The impossible ones I leave as an excercise for the original poster. I won’t even mention the foolish-but-possible (read: stupid) approaches, as these are legion. Data destruction is a capital crime in data processing, and should be treated as such.

Note that I am assuming by ‘Unicode character’ you actually mean ‘Unicode code point’; that is, a programmer-visible character. For user-visible characters, you need ‘Unicode grapheme (cluster)’ instead.

Also, unless you normalize your text first, you’ll hate the world. I suggest NFD.


EDIT

After further clarification by the original poster, it seems that what he wants to do is very easily accomplished using existing tools without writing a new program. For example, this converts a certain set of Arabic characters from a UTF-8 input file into an ASCII output file:

$ perl -CSAD -Mutf8 -pe 'tr[ابتثجحخد][abttjhhd]' < input.utf8 > output.ascii

That only handles these code points:

U+0627 ‭ ا  ARABIC LETTER ALEF
U+0628 ‭ ب ARABIC LETTER BEH
U+0629 ‭ ة ARABIC LETTER TEH MARBUTA
U+062A ‭ ت ARABIC LETTER TEH
U+062B ‭ ث ARABIC LETTER THEH
U+062C ‭ ج ARABIC LETTER JEEM
U+062D ‭ ح ARABIC LETTER HAH
U+062E ‭ خ ARABIC LETTER KHAH
U+062F ‭ د ARABIC LETTER DAL

So you’ll have to extend it to whatever mapping you want.

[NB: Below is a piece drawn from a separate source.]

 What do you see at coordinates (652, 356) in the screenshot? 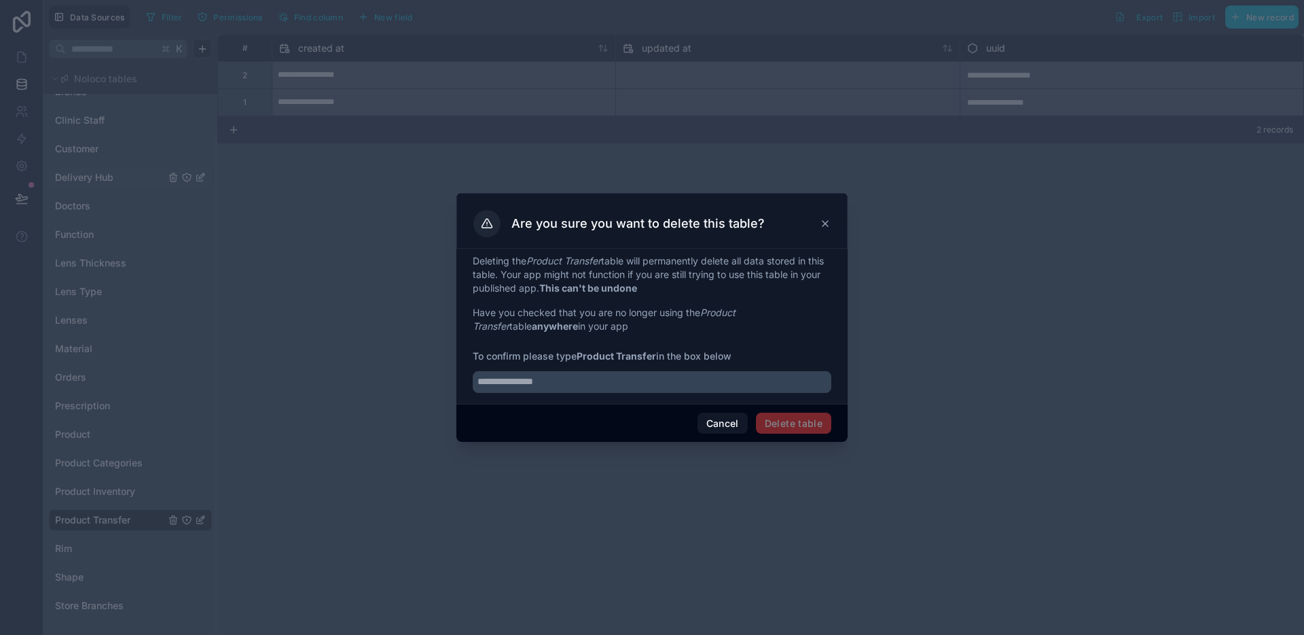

If you want it in a script instead of a command-line tool, it’s also easy, plus then you can talk about the characters by name by setting up a mapping, such as:

 "\N{ARABIC LETTER ALEF}"   =>  "a",
"\N{ARABIC LETTER BEH}" => "b",
"\N{ARABIC LETTER TEH}" => "t",
"\N{ARABIC LETTER THEH}" => "t",
"\N{ARABIC LETTER JEEM}" => "j",
"\N{ARABIC LETTER HAH}" => "h",
"\N{ARABIC LETTER KHAH}" => "h",
"\N{ARABIC LETTER DAL}" => "d",

If this is supposed to be a component in a larger C++ program, then perhaps you will want to implement this in C++, possibly but not necessary using the ICU4C library, which includes transliteration support.

But if all you need is a simple conversion, I don’t understand why you would write a dedicated C++ program. Seems like way too much work.